Thursday, October 9th 5:00 - 7:00pm

Please join us for a guided walk through Harlem to learn about the neighborhood’s role in the movement against systemic injustice, specifically, police violence.

Harlem: Stories of Repression and Resistance considers the history of repressive policing in the neighborhood and organizing in response. The walk will cover historical events from the 1930s to the present, visiting the sites of flashpoints such as: the 1935, 1943, 1957, and 1964 uprisings against and challenges to police brutality; the civil rights movement and the FBI’s Counterintelligence program (COINTELPRO) aimed at its suppression; Black Power bookstores that doubled as Black activism hubs in the 1960s and 1970s; Mayor Rudi Giuliani-era aggressive enforcement policies like stop-and-frisk, which were guided by the conservative Manhattan Institute’s ’broken windows theory’; and the surveillance of Muslims especially post- 9/11. As such, the walk will give a deeper appreciation of not just oppressive structures but also the role of this urban village in advancing a people’s self-determination and social solidarity.
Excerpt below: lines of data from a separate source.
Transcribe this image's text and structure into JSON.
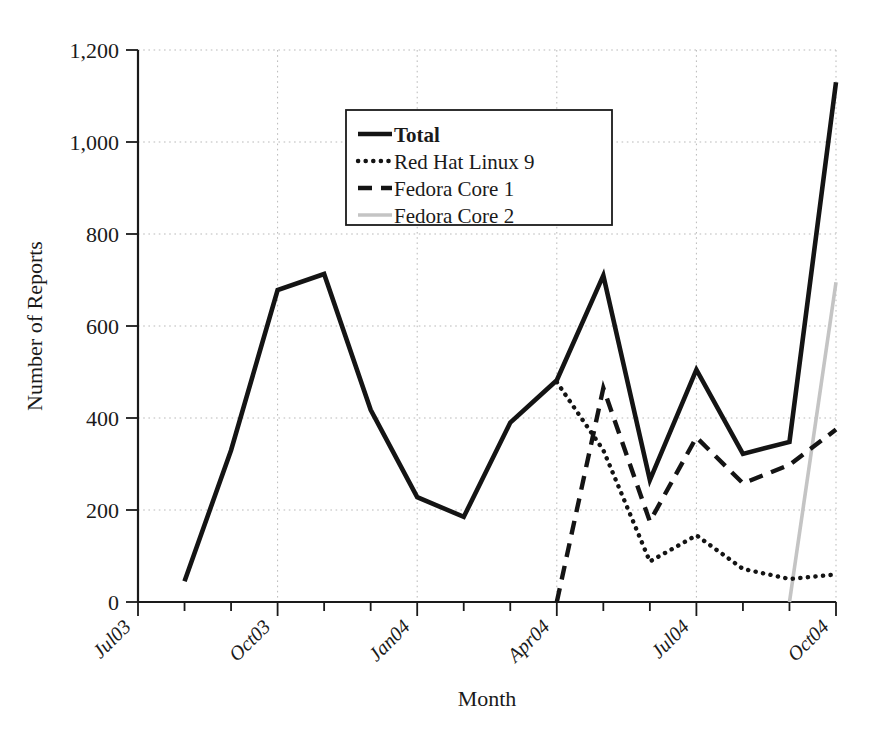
{
  "chart_data": {
    "type": "line",
    "title": "",
    "xlabel": "Month",
    "ylabel": "Number of Reports",
    "ylim": [
      0,
      1200
    ],
    "yticks": [
      "0",
      "200",
      "400",
      "600",
      "800",
      "1,000",
      "1,200"
    ],
    "ytick_values": [
      0,
      200,
      400,
      600,
      800,
      1000,
      1200
    ],
    "grid": true,
    "grid_axis": "both",
    "legend_position": "upper-center-left",
    "x": [
      "Jul03",
      "Aug03",
      "Sep03",
      "Oct03",
      "Nov03",
      "Dec03",
      "Jan04",
      "Feb04",
      "Mar04",
      "Apr04",
      "May04",
      "Jun04",
      "Jul04",
      "Aug04",
      "Sep04",
      "Oct04"
    ],
    "xtick_labels_shown": [
      "Jul03",
      "Oct03",
      "Jan04",
      "Apr04",
      "Jul04",
      "Oct04"
    ],
    "xtick_label_rotation_deg": 45,
    "series": [
      {
        "name": "Total",
        "style": "solid-bold",
        "color": "#141414",
        "values": [
          null,
          45,
          330,
          678,
          713,
          418,
          228,
          185,
          390,
          482,
          710,
          265,
          505,
          322,
          348,
          1130
        ]
      },
      {
        "name": "Red Hat Linux 9",
        "style": "dotted",
        "color": "#141414",
        "values": [
          null,
          null,
          null,
          null,
          null,
          null,
          null,
          null,
          null,
          478,
          330,
          88,
          145,
          72,
          50,
          60
        ]
      },
      {
        "name": "Fedora Core 1",
        "style": "dashed",
        "color": "#141414",
        "values": [
          null,
          null,
          null,
          null,
          null,
          null,
          null,
          null,
          null,
          0,
          465,
          175,
          358,
          258,
          298,
          375
        ]
      },
      {
        "name": "Fedora Core 2",
        "style": "solid-light",
        "color": "#c4c4c4",
        "values": [
          null,
          null,
          null,
          null,
          null,
          null,
          null,
          null,
          null,
          null,
          null,
          null,
          null,
          null,
          0,
          695
        ]
      }
    ]
  },
  "axes": {
    "y_axis_title": "Number of Reports",
    "x_axis_title": "Month",
    "y_tick_labels": [
      "1,200",
      "1,000",
      "800",
      "600",
      "400",
      "200",
      "0"
    ],
    "x_tick_labels": [
      "Jul03",
      "Oct03",
      "Jan04",
      "Apr04",
      "Jul04",
      "Oct04"
    ]
  },
  "legend": {
    "entries": [
      {
        "label": "Total",
        "style": "solid-bold"
      },
      {
        "label": "Red Hat Linux 9",
        "style": "dotted"
      },
      {
        "label": "Fedora Core 1",
        "style": "dashed"
      },
      {
        "label": "Fedora Core 2",
        "style": "solid-light"
      }
    ]
  },
  "colors": {
    "foreground": "#141414",
    "grid": "#b9b9b9",
    "fedora_core_2": "#c4c4c4",
    "background": "#ffffff"
  }
}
Afterwards, there will be an opportunity for attendees to speak informally with the guide and each other over Somali chai. Register here.

Harlem: Stories of Repression and Resistance is part of CSSD's yearlong program Countering the Carceral State, which explores interconnections between the crises of disciplinary enforcement central to American power at home and abroad. The walk is co-sponsored by the Columbia Oral History MA Program and co-presented as part of their Thursday Evening Event Series, which in 2025-2026 explores the relationships between place, memory, and oral history through a series of site-specific oral history events.

Asad Dandia is a Brooklyn-born public historian, lecturer, and tour guide. As an undergraduate, he founded a mutual aid organization to feed his community, which was infiltrated by an NYPD informant, pushing him to join an ACLU-led lawsuit challenging police surveillance of NYC's Muslim communities. The lawsuit resulted in successful policy change that brought civil rights protections for all New Yorkers. Currently, he operates New York Narratives, a walking tour project that advances new perspectives on the city by highlighting erased, underrepresented, and forgotten community stories. He also lectures at CUNY and is a tour guide at the Museum of the City of New York. He holds a master's degree in Islamic Studies from Columbia University.

Location Details:

We will meet at the mural “From Harlem with Love: a Mural for Yuri and Malcolm” on West 125th Street & Old Broadway, New York, NY 10027

Directions: The 1 train to 125th street and walk over to the mural

Location Link: https://maps.app.goo.gl/otubSsMLaUnuamiC6?g_st=ipc.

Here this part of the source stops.